DIRTY BUSINESS

I'm clean, Jhanda says over gold scam

He and Senator Wetang'ula have been fingered as persons of interest in the saga

In Summary

• Jhanda says his name is being dragged into shady businesses deals he has nothing to do with.

• Kisii politician has been identified as having played a key role in the scam.

Politician Zaheer Jhanda
Politician Zaheer Jhanda
Image: ANGWENYI GICHANA

One of the key suspects in the fake gold scandal rocking the country, Zaheer Jhanda, has again distanced himself from the scam, saying he is a clean man.

"Somebody is trying to link me to some dirty business which I have no information about," said Jhanda at Keumbu in Kisii on Sunday.

Jhanda, who unsuccessfully vied for Nyaribari Chache seat on a Wiper ticket, said it was all fabrication.

 

It was the first time he was defending himself in his political turf against the string of accusations appearing to put him and Bungoma Senator Moses Wetang'ula at the centre of the dubious gold transactions with a businessman from United  Arab Emirates, Ali Zandi.

The Dubai royal family member is said to have lost Sh400 million in the suspect deal. The DCI raided an upscale Nairobi neighbourhood and seized boxes containing fake gold.

Wetangula and Jhand  have been fingered as persons of interest in the saga that has since sucked in Interior CS Fred Matiang'i and ODM leader Raila Odinga.

On Friday, while attending a burial in Kisii, Odinga  said he was only a whistleblower of the suspicious deal after the UAE royal family reached out to him.

He also exonerated Matiang'i and the President from illicit dealings with Zandi.

He spoke of a fake Matiang'i whose identity is still under wraps and whom detectives are looking for in the long winding search for justice for the conned royal family.

But speaking  when he toured a children's home in Keumbu, Jhanda said he was a but a clean man whose name was being dragged into shady businesses deals he has nothing to do with.

 

"This is something I don't have any connection with at all. I am a clean man," he told journalists at the orphanage where he donated Sh100,000.

Since the news of the scandal surfaced a fortnight ago, legislators allied to Deputy President William Ruto have been calling for the sacking of Matiang'i whose name and those of  Raila Odinga and the President were invoked by a person suspected to be Wetang'ula in a leaked phone call that has since gone viral.

DCI boss George Kinoti has promised to unravel the matter.

But a week since he vowed to go for the master minds, no big fish has been seized.

Meanwhile, the victim of the con game, Ali Zandi, says he will take nothing less than the gold he paid for.

Zandi is the nephew of Sheikh Mohammad bin Rashid Al Maktoum, the Emir (ruler) of the UAE.

Reports that the Emir had personally sought the intervention of President Kenyatta and Raila raised the stakes on the scandal.

On Friday, Odinga said he visited Dubai on the invitation of the royal family regarding the illicit fake gold deal before he blew the whistle sparking action by security agents.

Politician Jhanda, who has been identified as having played a key role in the scam, has not presented himself to the Directorate of Criminal Investigations.

He has said he has not received any summons to appear before any investigative agency.

“Nobody has called me. The DCI has not summoned me. I’ve heard my name mentioned and as a law-abiding citizen of this nation, I’ll go to see the DCI,” he told journalists in Nairobi last week.

“I’ll present myself and I’m ready to be questioned. I’ll go and talk to them and shed any kind of light they’d want me to shed.”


• Activity:
Find each line of the entries with the string "source", please, and copy it.

━━━━━ Records shown

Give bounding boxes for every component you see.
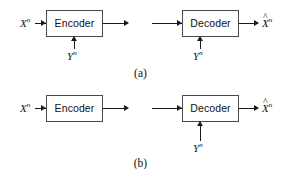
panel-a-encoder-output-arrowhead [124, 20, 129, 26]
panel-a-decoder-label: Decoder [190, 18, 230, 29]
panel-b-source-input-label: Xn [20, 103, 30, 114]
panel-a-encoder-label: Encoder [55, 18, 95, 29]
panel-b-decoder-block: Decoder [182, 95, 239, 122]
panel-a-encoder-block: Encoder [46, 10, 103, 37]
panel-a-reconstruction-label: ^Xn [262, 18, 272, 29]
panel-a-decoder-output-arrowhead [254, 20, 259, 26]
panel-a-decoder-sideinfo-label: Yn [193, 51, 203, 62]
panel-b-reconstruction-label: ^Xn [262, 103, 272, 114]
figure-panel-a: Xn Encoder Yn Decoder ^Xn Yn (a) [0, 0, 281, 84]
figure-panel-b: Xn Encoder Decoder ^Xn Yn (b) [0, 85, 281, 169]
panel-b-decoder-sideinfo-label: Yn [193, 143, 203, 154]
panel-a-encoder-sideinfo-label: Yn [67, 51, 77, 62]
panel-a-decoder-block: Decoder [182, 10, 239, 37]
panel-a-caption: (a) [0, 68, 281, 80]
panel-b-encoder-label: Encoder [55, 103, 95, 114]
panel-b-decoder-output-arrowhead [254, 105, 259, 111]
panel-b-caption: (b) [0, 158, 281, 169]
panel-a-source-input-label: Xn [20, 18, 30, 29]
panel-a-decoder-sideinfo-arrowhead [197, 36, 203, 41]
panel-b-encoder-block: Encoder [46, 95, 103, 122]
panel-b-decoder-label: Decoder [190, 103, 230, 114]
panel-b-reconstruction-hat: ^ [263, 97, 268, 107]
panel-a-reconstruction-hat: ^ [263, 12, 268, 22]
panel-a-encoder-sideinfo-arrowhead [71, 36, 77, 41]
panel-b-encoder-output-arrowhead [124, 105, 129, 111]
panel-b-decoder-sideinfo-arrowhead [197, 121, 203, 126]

━━━━━━━━━━

• Result of this exercise:
panel-b-source-input-label: Xn [20, 103, 30, 114]
panel-a-source-input-label: Xn [20, 18, 30, 29]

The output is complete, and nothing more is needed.